A former Serious Fraud Office investigator who said he had blown the whistle on the organisation over the approach of raising concerns about investigation matters has had his employment tribunal claim dismissed unanimously.

Philip Jackson, an investigator at the SFO from 2019 until earlier this year, brought a public interest disclosure claim against the SFO in relation to three alleged protected disclosures. The SFO denied the allegations against it. 

Handing down oral judgment, employment judge Forde said the three-person tribunal found Jackson’s claims of suffering a detriment as a result of a protected disclosure not well founded. Jackson’s claims were dismissed unanimously. The tribunal found Jackson ‘prone to making serious allegations without evidence’.

The tribunal found the SFO’s submission that what Jackson said was not a qualifying disclosure was well founded.

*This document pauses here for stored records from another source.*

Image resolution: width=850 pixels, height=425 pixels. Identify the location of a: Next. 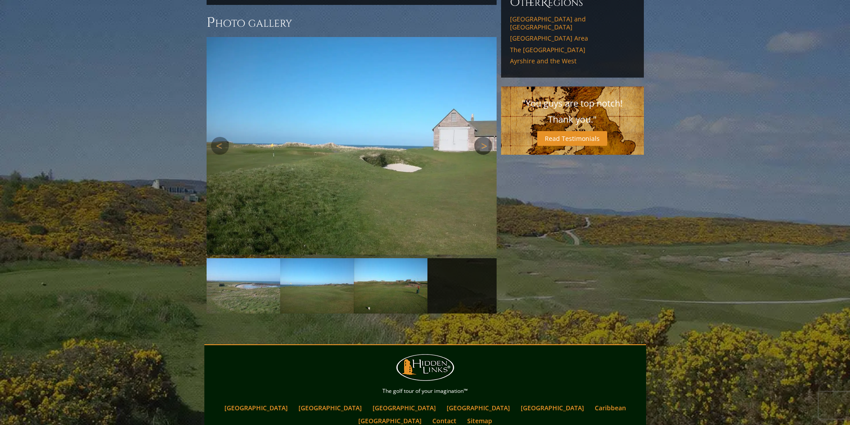
(483, 146).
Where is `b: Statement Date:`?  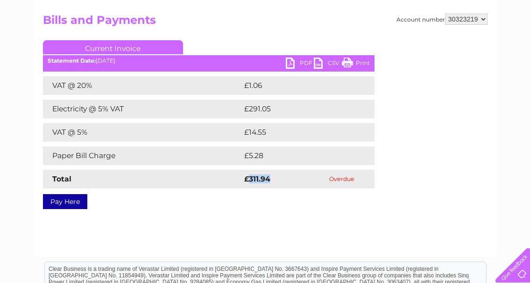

The instruction to Jackson not to put observations about a case in writing was not a breach of the prosecution code of practice but rather a request for staff to exercise a degree of caution when discussing matters on the claim file. The tribunal also found there had been no reputational damage to Jackson in the ending his temporary promotion.

The judge added: ‘The tribunal finds the claims of whistleblowing detriment are dismissed in respect of each one. The claimants had failed to demonstrate to the tribunal that he made qualifying disclosures and in any event the claimant failed to demonstrate the acts he relies on as detriments can be viewed as such. The claim is dismissed.’